Don’t go to Dayton in February and Other Lessons Learned on the Road
The Stiletto Gang is delighted to welcome Rosemary Harris. Rosemary is the author of Pushing up Daisies, the first in the Dirty Business series. Visit her website at www.rosemaryharris.com
First off I should say that the folks in Dayton were wonderful. All four of them who showed up for my signing at Books and Company during an ice storm that had me crawling into my rental car on the passenger’s side because the driver’s side door was frozen shut.
When my debut mystery, Pushing Up Daisies, finally came out I was over the moon. It had been almost two years between that long-awaited phone call from my agent and my launch party. That night was almost as good as my wedding night (I said almost, honey…)
The next morning I flew to Phoenix. Through Dallas. Of course there was a delay so I arrived much later than I thought I would. Lesson two, try not to arrive in a strange city late at night, especially when it’s filled with still-hungover stragglers from the SuperBowl. Of course I was smart enough to have purchased a TomTom, a GPS device. But I wasn’t smart enough to test it out a few times before I left home. To this day, Tomasina, the voice of the Tom, thinks home is Phoenix. After checking in I settled in for a few hours of work against the backdrop of Law & Order. Lesson three, wherever you go, at any hour of the day or night some version of L&O will be on television. Embrace it. Theirs may be the only friendly voices you’ll hear for hours.
Lesson four – assuming you’re not Janet E and aren’t staying in five star hotels, pick a hotel that has a free breakfast buffet. Most of the time you’ll just want to grab a coffee and a little something, not wolf down a full lumberjack breakfast.
That day I learned to use the TomTom and “dropped in” to every bookstore that Joe Konrath had visited (see Newbie’s Guide to Publishing), did a live television interview – sandwiched in between the native dancers and a hurricane expert – and was I feeling pretty good. But it was still hours before my signing at Poisoned Pen.
Lesson five – if you find yourself with a few hours in an unfamiliar city and either don’t want to work or can’t – get a manicure. Or better still a blowdry. They’re generally inexpensive and like barbershops used to be for men, beauty salons are social centers filled with women who like to chat. That first day, it was a great warm-up for me. Everyone in the salon treated me like a celebrity, I handed out daisy seeds promoting the book and left feeling like a million bucks.
By that time the free mini-poppy seed muffin I’d had for breakfast was getting lonely in my stomach so I decided to stop for a bite. Except nothing near the store was open. I peeked into the darkened Café Monarch and saw three men cleaning up. I told them I had a signing at the bookstore in 20 minutes and didn’t have time to drive around looking for another place to eat, so they turned some of the lights on, lit a few candles, and whipped up a cold chicken pesto salad which was just delicious. It was like something out of a movie. All alone in this cute café looking across the street to where I’d be having my first signing. Later on I signed hundreds of books and had a lively conversation in the round with soon-to-be fans including the fab Lesa Holstine. It was great. I thought – I love my life!
The next weekend I flew to Dayton. What can I say? Sometimes the magic works, sometimes it doesn’t. The most difficult journey had to be my Philly-Chicago-Detroit-Denver-NY trip. On paper this seemed like a perfectly reasonable thing to do. And it might have been if I hadn’t lost my drivers license somewhere between the hotel in Philly and the airport in Philly.
Somehow, without being subjected to a strip search, I talked my way onto the plane in Philadelphia. I felt pretty smug about that until I looked around the airport and wondered who else had talked themselves through security. Lesson six – always carry two forms of i.d.
Once in Detroit, I couldn’t pick up my rental car, because I had no driver’s license. But that was okay because there was a blizzard and I wouldn’t have been going anywhere anyway. No planes were going out either so instead of spending one night at the glamorous Hilton Garden Inn at the airport, I was there for three nights, with dozens of flight attendants who were clearly doing more than watching Law & Order in their rooms at night. The Hilton offered a full warm breakfast (not free, as I recall, but under the circumstances, I loved it.) Unfortunately there was no other food available during the day except for microwaveable burritos, and a spinner rack full of individual sized portions of dry cereals. Lesson six – bring food. I now pack envelopes of tuna, protein bars, and occasionally Cheerios, which I had never eaten before but learned to love at the Hilton Garden Inn.
My husband Fedexed my passport and I was eventually able to get out of Detroit. I thought I’d catch an earlier flight to Denver (I was getting cabin fever in my tiny room.) Lesson seven – always leave half an hour earlier, even if it’s five-thirty in the morning. Who knew so many people would be leaving Detroit at six fifteen? Was there an evacuation notice that I hadn’t heard about? No, just the vagaries of the flight schedules made the airport really busy at the ungodly hour.
I finally arrived in Denver, no lost luggage, no more drama and a few lessons learned. And I’m still learning. What lessons have you learned from the road?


■ Problem requirements ■
Please print only the top portion of the entries below, ending with the line that contains "Task: Click on the a: Inventory", exactly as written.

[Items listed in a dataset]

══════

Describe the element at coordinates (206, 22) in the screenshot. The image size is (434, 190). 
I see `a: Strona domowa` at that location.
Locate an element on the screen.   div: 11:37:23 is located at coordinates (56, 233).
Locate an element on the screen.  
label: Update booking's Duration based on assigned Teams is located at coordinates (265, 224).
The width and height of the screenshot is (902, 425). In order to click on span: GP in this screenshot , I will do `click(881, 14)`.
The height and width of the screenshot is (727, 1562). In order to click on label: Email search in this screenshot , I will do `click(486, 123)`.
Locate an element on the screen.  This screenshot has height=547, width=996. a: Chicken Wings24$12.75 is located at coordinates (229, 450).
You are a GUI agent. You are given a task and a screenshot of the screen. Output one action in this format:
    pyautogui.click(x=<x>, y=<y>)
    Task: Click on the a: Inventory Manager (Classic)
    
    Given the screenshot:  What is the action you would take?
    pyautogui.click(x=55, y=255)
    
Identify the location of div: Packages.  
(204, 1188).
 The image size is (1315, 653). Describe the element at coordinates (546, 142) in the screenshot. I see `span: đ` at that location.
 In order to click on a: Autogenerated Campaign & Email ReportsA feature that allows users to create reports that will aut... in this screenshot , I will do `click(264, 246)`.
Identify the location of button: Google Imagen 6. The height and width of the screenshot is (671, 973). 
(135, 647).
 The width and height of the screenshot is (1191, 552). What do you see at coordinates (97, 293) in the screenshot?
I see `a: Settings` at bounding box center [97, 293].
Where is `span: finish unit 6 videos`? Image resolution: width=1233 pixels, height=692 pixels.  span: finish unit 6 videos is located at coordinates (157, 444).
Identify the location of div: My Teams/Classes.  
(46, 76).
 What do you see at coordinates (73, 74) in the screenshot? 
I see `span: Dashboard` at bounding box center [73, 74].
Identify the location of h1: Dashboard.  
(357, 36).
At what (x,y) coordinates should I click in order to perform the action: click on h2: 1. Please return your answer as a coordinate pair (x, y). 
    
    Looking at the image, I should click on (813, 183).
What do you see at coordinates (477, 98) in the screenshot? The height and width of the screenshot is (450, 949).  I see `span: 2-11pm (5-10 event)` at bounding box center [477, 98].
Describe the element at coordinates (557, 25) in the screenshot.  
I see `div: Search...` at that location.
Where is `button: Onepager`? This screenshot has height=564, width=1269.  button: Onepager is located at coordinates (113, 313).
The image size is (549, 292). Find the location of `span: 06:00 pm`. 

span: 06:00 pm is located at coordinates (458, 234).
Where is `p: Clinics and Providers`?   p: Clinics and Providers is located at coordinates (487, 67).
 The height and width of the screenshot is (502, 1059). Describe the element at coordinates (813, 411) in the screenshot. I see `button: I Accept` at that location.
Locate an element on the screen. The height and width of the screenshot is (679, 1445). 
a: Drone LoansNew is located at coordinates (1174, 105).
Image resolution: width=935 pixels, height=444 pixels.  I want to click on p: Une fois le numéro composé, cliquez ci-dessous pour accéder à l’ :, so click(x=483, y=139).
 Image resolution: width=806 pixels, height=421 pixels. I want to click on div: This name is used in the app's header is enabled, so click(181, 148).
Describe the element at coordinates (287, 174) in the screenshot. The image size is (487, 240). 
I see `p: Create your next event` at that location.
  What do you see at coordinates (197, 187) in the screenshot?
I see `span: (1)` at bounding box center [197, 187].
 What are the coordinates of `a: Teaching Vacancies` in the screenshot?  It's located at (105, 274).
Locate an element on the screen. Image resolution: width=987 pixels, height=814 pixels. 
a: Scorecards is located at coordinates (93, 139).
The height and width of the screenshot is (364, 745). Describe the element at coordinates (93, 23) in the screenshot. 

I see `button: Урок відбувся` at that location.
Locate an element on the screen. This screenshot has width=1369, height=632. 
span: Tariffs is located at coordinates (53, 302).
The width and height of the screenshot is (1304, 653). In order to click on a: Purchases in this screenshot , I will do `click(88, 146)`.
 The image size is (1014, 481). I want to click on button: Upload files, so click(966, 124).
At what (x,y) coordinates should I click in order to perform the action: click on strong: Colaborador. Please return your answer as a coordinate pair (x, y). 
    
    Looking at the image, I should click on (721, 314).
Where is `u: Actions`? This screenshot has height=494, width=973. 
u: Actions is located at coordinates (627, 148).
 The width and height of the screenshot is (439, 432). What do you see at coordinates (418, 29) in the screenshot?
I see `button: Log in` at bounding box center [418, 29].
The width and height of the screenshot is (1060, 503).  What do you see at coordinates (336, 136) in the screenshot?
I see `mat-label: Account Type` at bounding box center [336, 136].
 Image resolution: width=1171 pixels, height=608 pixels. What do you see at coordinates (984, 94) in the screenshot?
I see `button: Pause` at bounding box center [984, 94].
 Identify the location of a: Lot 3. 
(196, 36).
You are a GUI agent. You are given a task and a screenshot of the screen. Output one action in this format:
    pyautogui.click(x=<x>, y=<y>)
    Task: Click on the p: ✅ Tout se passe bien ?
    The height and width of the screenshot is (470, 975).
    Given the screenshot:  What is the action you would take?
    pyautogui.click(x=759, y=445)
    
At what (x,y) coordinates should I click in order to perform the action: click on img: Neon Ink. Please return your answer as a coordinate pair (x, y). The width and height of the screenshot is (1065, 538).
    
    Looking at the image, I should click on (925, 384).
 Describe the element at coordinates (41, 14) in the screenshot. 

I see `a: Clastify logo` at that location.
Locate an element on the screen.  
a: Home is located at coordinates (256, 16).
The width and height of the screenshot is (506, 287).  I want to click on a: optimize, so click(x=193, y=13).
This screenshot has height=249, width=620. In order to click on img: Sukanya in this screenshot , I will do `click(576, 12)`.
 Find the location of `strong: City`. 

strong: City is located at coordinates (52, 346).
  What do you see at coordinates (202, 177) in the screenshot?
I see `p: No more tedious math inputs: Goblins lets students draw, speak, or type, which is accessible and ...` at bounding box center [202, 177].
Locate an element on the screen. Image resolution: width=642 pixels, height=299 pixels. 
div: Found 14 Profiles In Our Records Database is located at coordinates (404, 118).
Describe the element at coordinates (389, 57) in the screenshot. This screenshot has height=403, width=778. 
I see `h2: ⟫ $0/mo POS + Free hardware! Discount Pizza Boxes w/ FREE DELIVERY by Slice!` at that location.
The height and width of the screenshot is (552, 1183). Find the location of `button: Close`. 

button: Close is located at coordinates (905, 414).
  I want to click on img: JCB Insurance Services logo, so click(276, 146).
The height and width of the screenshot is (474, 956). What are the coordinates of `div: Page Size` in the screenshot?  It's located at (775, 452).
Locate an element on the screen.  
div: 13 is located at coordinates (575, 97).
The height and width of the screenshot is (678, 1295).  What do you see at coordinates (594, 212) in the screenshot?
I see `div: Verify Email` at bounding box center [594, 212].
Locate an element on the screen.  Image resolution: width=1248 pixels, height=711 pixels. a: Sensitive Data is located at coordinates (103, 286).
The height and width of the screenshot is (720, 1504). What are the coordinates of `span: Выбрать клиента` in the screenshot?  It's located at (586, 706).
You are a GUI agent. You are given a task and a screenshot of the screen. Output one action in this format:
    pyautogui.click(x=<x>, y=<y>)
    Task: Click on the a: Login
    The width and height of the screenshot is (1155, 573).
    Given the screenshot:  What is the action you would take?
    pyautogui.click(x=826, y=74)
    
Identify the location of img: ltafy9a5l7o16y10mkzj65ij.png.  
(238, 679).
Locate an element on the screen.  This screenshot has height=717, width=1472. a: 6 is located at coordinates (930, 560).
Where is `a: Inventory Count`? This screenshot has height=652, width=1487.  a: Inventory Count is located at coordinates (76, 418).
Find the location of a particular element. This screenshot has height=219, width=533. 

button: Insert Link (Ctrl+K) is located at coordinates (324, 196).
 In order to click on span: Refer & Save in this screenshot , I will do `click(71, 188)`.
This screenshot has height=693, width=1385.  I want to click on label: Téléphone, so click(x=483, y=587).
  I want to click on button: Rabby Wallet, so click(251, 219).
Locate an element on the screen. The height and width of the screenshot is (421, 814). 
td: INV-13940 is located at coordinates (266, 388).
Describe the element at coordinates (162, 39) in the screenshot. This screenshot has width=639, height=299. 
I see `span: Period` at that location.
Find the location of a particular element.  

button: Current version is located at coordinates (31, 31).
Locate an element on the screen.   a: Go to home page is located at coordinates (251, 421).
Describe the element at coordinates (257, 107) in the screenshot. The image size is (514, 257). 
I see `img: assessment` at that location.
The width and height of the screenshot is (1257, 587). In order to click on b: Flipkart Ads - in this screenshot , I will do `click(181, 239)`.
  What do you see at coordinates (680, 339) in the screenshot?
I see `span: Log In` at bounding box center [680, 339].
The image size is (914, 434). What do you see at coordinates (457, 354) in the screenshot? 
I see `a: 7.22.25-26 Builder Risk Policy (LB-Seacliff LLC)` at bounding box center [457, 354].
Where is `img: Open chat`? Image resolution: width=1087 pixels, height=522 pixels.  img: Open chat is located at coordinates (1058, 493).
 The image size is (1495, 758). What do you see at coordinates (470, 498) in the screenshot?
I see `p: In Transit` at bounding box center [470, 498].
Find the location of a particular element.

══════

■ Solution to this task ■
Describe the element at coordinates (206, 22) in the screenshot. The image size is (434, 190). 
I see `a: Strona domowa` at that location.
Locate an element on the screen.   div: 11:37:23 is located at coordinates (56, 233).
Locate an element on the screen.  
label: Update booking's Duration based on assigned Teams is located at coordinates (265, 224).
The width and height of the screenshot is (902, 425). In order to click on span: GP in this screenshot , I will do `click(881, 14)`.
The height and width of the screenshot is (727, 1562). In order to click on label: Email search in this screenshot , I will do `click(486, 123)`.
Locate an element on the screen.  This screenshot has height=547, width=996. a: Chicken Wings24$12.75 is located at coordinates (229, 450).
You are a GUI agent. You are given a task and a screenshot of the screen. Output one action in this format:
    pyautogui.click(x=<x>, y=<y>)
    Task: Click on the a: Inventory Manager (Classic)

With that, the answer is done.